Nearly four months after the Wheels of Justice made its mark on the Andover community, one local rabbi continues to open up dialogue about the issue with the hopes of getting to the heart of the Israeli-Palestinian conflict.
Rabbi Robert S. Goldstein of Temple Emanuel in Andover invited Shai Feldman and Mohammed Samhouri, prominent scholars from Brandeis University’s Crown Center for the Middle East Studies, on April 10 to provide their academic perspectives on the situation in Israel, the West Bank and the Gaza Strip. Goldstein said he organized the event because he felt that the conflict was never debated in the town by experts in a “serious, dispassionate way.”
Tensions first arose in Andover on Jan. 5 after the Wheels of Justice, a group consisting of unbending critics of the U.S. and Israeli governments, came to Andover High School and conducted a presentation during class time on the Israeli-Palestinian conflict and the war in Iraq. The group had originally been invited by six social studies teachers to speak to more than 200 students in late October, according to Thomas Meyers, a social studies teacher at the school who threatened a lawsuit if the Wheels of Justice was blocked from speaking.
Members of The David Project Center for Jewish Leadership later provided an Israeli perspective on the Middle East situation to students and the general public.
“Obviously, these issues are important ones, but I felt that they needed to be discussed in a way that people could understand without all of these other kinds of advocacy going on, which I thought was particularly strong at the time,” said Goldstein, noting that one positive aspect that came out of the controversy was the drafting of a school policy that will ban expressing partisan viewpoints in the classroom. “I can’t say how many people came up to me in my own congregation and said ‘We just don’t feel we know about the [Israeli-Palestinian] situation well enough.’”
Approximately 150 individuals from the community came to the temple to hear Feldman and Samhouri debate civilly.
Feldman’s opening remarks drew a chuckle from the audience: “For those who came for a Palestinian/Israeli dogfight, I have some very disappointing news for you.” He then spoke about the “big paradox surrounding the conflict,” in which “most Palestinians and most Israelis know that there really is only one solution” – two states living side by side, sharing Jerusalem, and Palestinians having the right to return to their own state.
“While the parameters to the solution are well known, no one knows exactly how to get there,” Feldman said.
While Samhouri agreed with much of Feldman’s perspectives, he gave a more personal account of life in the West Bank and Gaza. He talked about the socioeconomic decline in the “occupied territories,” where water supply is limited, jobs are scarce and checkpoints limit the mobility of residents. He even said that half of Palestinian children are estimated to be psychologically traumatized, which should “prompt concern all over the U.S. about the next generation of Palestinians in the making.”
“We need a wise, committed, visionary leadership on both sides to start this journey [toward peace],” Samhouri added. “Time is rapidly running out and something needs to be done.”
Andover High Principal Peter Anderson told the Advocate in an e-mail that even though he was unable to attend the event, he said he gives the rabbi credit for bringing these two informed speakers to his temple.
Added Anderson: “In my opinion, we don’t ever do enough to thoroughly and properly bring about an understanding of other parts of the world.”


* _WORK REQUIRED_
For this task, output every entry below exactly and omit the pictures.

* _DATA SUPPLIED_
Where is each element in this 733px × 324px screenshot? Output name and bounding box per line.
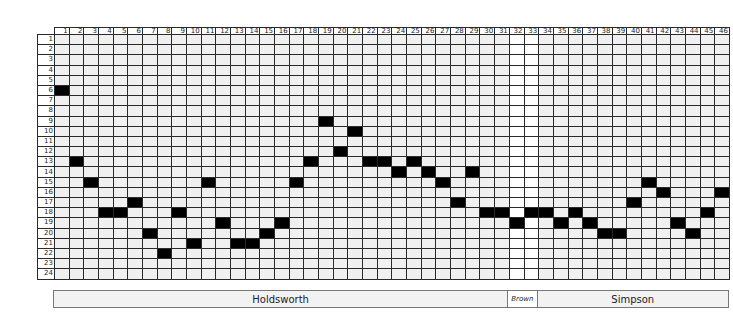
grid-cell [553,187,568,197]
grid-cell [304,126,319,136]
grid-cell [319,248,334,258]
grid-cell [671,116,686,126]
grid-cell [289,167,304,177]
grid-cell [392,228,407,238]
grid-cell [84,116,99,126]
grid-cell [69,45,84,55]
grid-cell [84,96,99,106]
grid-cell [99,228,114,238]
grid-cell [157,167,172,177]
grid-cell [231,116,246,126]
grid-cell [495,85,510,95]
grid-cell [524,157,539,167]
grid-cell [700,106,715,116]
grid-cell [187,116,202,126]
filled-cell [377,157,392,167]
grid-cell [421,136,436,146]
grid-cell [128,85,143,95]
grid-cell [275,208,290,218]
filled-cell [392,167,407,177]
grid-cell [69,96,84,106]
filled-cell [597,228,612,238]
grid-cell [524,116,539,126]
grid-cell [289,218,304,228]
grid-cell [700,187,715,197]
grid-cell [348,269,363,279]
grid-cell [656,35,671,45]
grid-cell [157,116,172,126]
filled-cell [275,218,290,228]
grid-cell [539,248,554,258]
grid-cell [509,167,524,177]
grid-cell [451,248,466,258]
grid-cell [377,198,392,208]
grid-cell [187,96,202,106]
grid-cell [377,96,392,106]
grid-cell [84,106,99,116]
grid-cell [260,65,275,75]
grid-cell [275,157,290,167]
grid-cell [201,157,216,167]
grid-cell [69,198,84,208]
grid-cell [113,167,128,177]
grid-cell [583,177,598,187]
filled-cell [128,198,143,208]
grid-cell [289,259,304,269]
grid-cell [201,45,216,55]
grid-cell [627,65,642,75]
grid-cell [363,147,378,157]
grid-cell [245,65,260,75]
column-header: 36 [568,28,583,35]
grid-cell [597,65,612,75]
filled-cell [465,167,480,177]
grid-cell [539,65,554,75]
grid-cell [421,75,436,85]
grid-cell [245,248,260,258]
filled-cell [113,208,128,218]
grid-cell [275,116,290,126]
grid-cell [99,238,114,248]
grid-cell [172,177,187,187]
grid-cell [201,198,216,208]
grid-cell [289,126,304,136]
grid-row: 9 [38,116,730,126]
grid-cell [685,177,700,187]
grid-cell [69,208,84,218]
grid-cell [143,167,158,177]
grid-cell [597,96,612,106]
row-label: 14 [38,167,55,177]
grid-cell [143,65,158,75]
column-header: 2 [69,28,84,35]
grid-row: 14 [38,167,730,177]
grid-cell [128,248,143,258]
grid-cell [231,65,246,75]
grid-cell [333,208,348,218]
grid-cell [715,228,730,238]
grid-cell [597,238,612,248]
grid-cell [641,248,656,258]
grid-cell [407,85,422,95]
grid-cell [715,85,730,95]
grid-cell [509,35,524,45]
position-grid: 1234567891011121314151617181920212223242… [37,27,730,280]
grid-cell [216,55,231,65]
grid-cell [715,136,730,146]
grid-cell [363,218,378,228]
grid-cell [436,65,451,75]
grid-cell [480,248,495,258]
grid-cell [421,208,436,218]
grid-cell [157,55,172,65]
grid-cell [509,228,524,238]
grid-cell [671,198,686,208]
grid-cell [597,106,612,116]
grid-cell [553,75,568,85]
segment-label-simpson: Simpson [538,291,728,307]
grid-cell [392,65,407,75]
grid-cell [333,35,348,45]
grid-cell [451,85,466,95]
grid-cell [363,35,378,45]
grid-cell [231,147,246,157]
grid-cell [245,177,260,187]
row-label: 18 [38,208,55,218]
grid-cell [451,147,466,157]
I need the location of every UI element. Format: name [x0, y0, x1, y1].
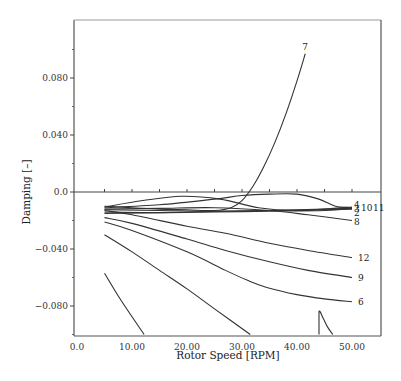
y-axis-title: Damping [–] [20, 160, 32, 225]
x-tick-label: 0.0 [70, 342, 85, 352]
x-tick-label: 40.00 [284, 342, 310, 352]
curve-1 [105, 273, 145, 334]
curve-label-11: 11 [373, 203, 384, 213]
damping-chart: 0.010.0020.0030.0040.0050.00−0.080−0.040… [0, 0, 401, 381]
x-axis-title: Rotor Speed [RPM] [176, 349, 279, 361]
y-tick-label: 0.080 [42, 73, 68, 83]
y-tick-label: −0.040 [35, 244, 69, 254]
axes-group [74, 20, 381, 336]
curve-labels-group: 7129684321011 [302, 42, 384, 307]
curve-9 [105, 218, 353, 278]
curve-label-10: 10 [361, 203, 373, 213]
curve-label-7: 7 [302, 42, 308, 52]
curve-7 [105, 54, 306, 211]
curve-13 [319, 311, 333, 334]
curve-5 [105, 235, 251, 335]
y-tick-label: −0.080 [35, 301, 69, 311]
curve-label-12: 12 [358, 253, 369, 263]
x-tick-label: 50.00 [339, 342, 365, 352]
x-tick-label: 10.00 [119, 342, 145, 352]
y-tick-label: 0.040 [42, 130, 68, 140]
y-tick-label: 0.0 [54, 187, 69, 197]
curve-label-9: 9 [358, 273, 364, 283]
curve-label-6: 6 [358, 297, 364, 307]
curve-label-8: 8 [354, 217, 360, 227]
curves-group [105, 54, 353, 335]
curve-label-2: 2 [354, 208, 360, 218]
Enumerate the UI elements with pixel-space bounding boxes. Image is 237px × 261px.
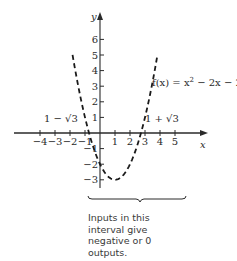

* _RESULT OF THE TASK_
Where is each element in this 733px × 324px screenshot? Output name and bounding box per line.
grid-cell [553,187,568,197]
grid-cell [304,126,319,136]
grid-cell [319,248,334,258]
grid-cell [671,116,686,126]
grid-cell [289,167,304,177]
grid-cell [392,228,407,238]
grid-cell [84,116,99,126]
grid-cell [69,45,84,55]
grid-cell [84,96,99,106]
grid-cell [99,228,114,238]
grid-cell [157,167,172,177]
grid-cell [231,116,246,126]
grid-cell [495,85,510,95]
grid-cell [524,157,539,167]
grid-cell [700,106,715,116]
grid-cell [187,116,202,126]
filled-cell [377,157,392,167]
grid-cell [421,136,436,146]
grid-cell [128,85,143,95]
grid-cell [275,208,290,218]
filled-cell [392,167,407,177]
grid-cell [69,96,84,106]
filled-cell [597,228,612,238]
grid-cell [524,116,539,126]
grid-cell [289,218,304,228]
grid-cell [700,187,715,197]
grid-cell [348,269,363,279]
grid-cell [656,35,671,45]
grid-cell [157,116,172,126]
filled-cell [275,218,290,228]
grid-cell [539,248,554,258]
grid-cell [509,167,524,177]
grid-cell [451,248,466,258]
grid-cell [377,198,392,208]
grid-cell [187,96,202,106]
grid-cell [377,96,392,106]
grid-cell [84,106,99,116]
grid-cell [260,65,275,75]
grid-cell [275,157,290,167]
grid-cell [201,157,216,167]
grid-cell [69,198,84,208]
grid-cell [113,167,128,177]
grid-cell [583,177,598,187]
filled-cell [128,198,143,208]
grid-cell [289,259,304,269]
grid-cell [201,45,216,55]
grid-cell [627,65,642,75]
grid-cell [363,147,378,157]
grid-cell [245,65,260,75]
column-header: 36 [568,28,583,35]
grid-cell [597,65,612,75]
filled-cell [465,167,480,177]
grid-cell [539,65,554,75]
grid-cell [421,75,436,85]
grid-cell [245,248,260,258]
filled-cell [113,208,128,218]
grid-cell [275,116,290,126]
grid-cell [99,238,114,248]
grid-cell [172,177,187,187]
grid-cell [201,198,216,208]
grid-cell [289,126,304,136]
grid-row: 9 [38,116,730,126]
grid-cell [685,177,700,187]
grid-cell [69,208,84,218]
grid-cell [143,167,158,177]
grid-cell [597,96,612,106]
row-label: 14 [38,167,55,177]
grid-cell [143,65,158,75]
column-header: 2 [69,28,84,35]
grid-row: 14 [38,167,730,177]
grid-cell [128,248,143,258]
grid-cell [231,65,246,75]
grid-cell [333,208,348,218]
grid-cell [715,228,730,238]
grid-cell [597,238,612,248]
grid-cell [641,248,656,258]
grid-cell [407,85,422,95]
grid-cell [715,85,730,95]
grid-cell [509,35,524,45]
position-grid: 1234567891011121314151617181920212223242… [37,27,730,280]
grid-cell [216,55,231,65]
grid-cell [715,136,730,146]
grid-cell [363,218,378,228]
grid-cell [436,65,451,75]
grid-cell [480,248,495,258]
grid-cell [421,208,436,218]
grid-cell [157,55,172,65]
grid-cell [509,228,524,238]
grid-cell [671,198,686,208]
grid-cell [597,106,612,116]
grid-cell [553,75,568,85]
segment-label-simpson: Simpson [538,291,728,307]
grid-cell [392,65,407,75]
grid-cell [333,35,348,45]
grid-cell [451,85,466,95]
grid-cell [363,35,378,45]
grid-cell [231,147,246,157]
grid-cell [245,177,260,187]
row-label: 18 [38,208,55,218]
grid-cell [451,147,466,157]
I need the location of every UI element. Format: name [x0, y0, x1, y1].
y-axis-title: Damping [–] [20, 160, 32, 225]
x-tick-label: 0.0 [70, 342, 85, 352]
x-tick-label: 40.00 [284, 342, 310, 352]
curve-1 [105, 273, 145, 334]
curve-label-11: 11 [373, 203, 384, 213]
damping-chart: 0.010.0020.0030.0040.0050.00−0.080−0.040… [0, 0, 401, 381]
x-axis-title: Rotor Speed [RPM] [176, 349, 279, 361]
y-tick-label: 0.080 [42, 73, 68, 83]
y-tick-label: −0.040 [35, 244, 69, 254]
axes-group [74, 20, 381, 336]
curve-labels-group: 7129684321011 [302, 42, 384, 307]
curve-9 [105, 218, 353, 278]
curve-label-10: 10 [361, 203, 373, 213]
curve-label-7: 7 [302, 42, 308, 52]
curve-7 [105, 54, 306, 211]
curve-13 [319, 311, 333, 334]
curve-5 [105, 235, 251, 335]
y-tick-label: −0.080 [35, 301, 69, 311]
curve-label-12: 12 [358, 253, 369, 263]
x-tick-label: 50.00 [339, 342, 365, 352]
x-tick-label: 10.00 [119, 342, 145, 352]
y-tick-label: 0.040 [42, 130, 68, 140]
y-tick-label: 0.0 [54, 187, 69, 197]
curve-label-9: 9 [358, 273, 364, 283]
curve-label-6: 6 [358, 297, 364, 307]
curve-label-8: 8 [354, 217, 360, 227]
curves-group [105, 54, 353, 335]
curve-label-2: 2 [354, 208, 360, 218]
Enumerate the UI elements with pixel-space bounding boxes. Image is 237px × 261px.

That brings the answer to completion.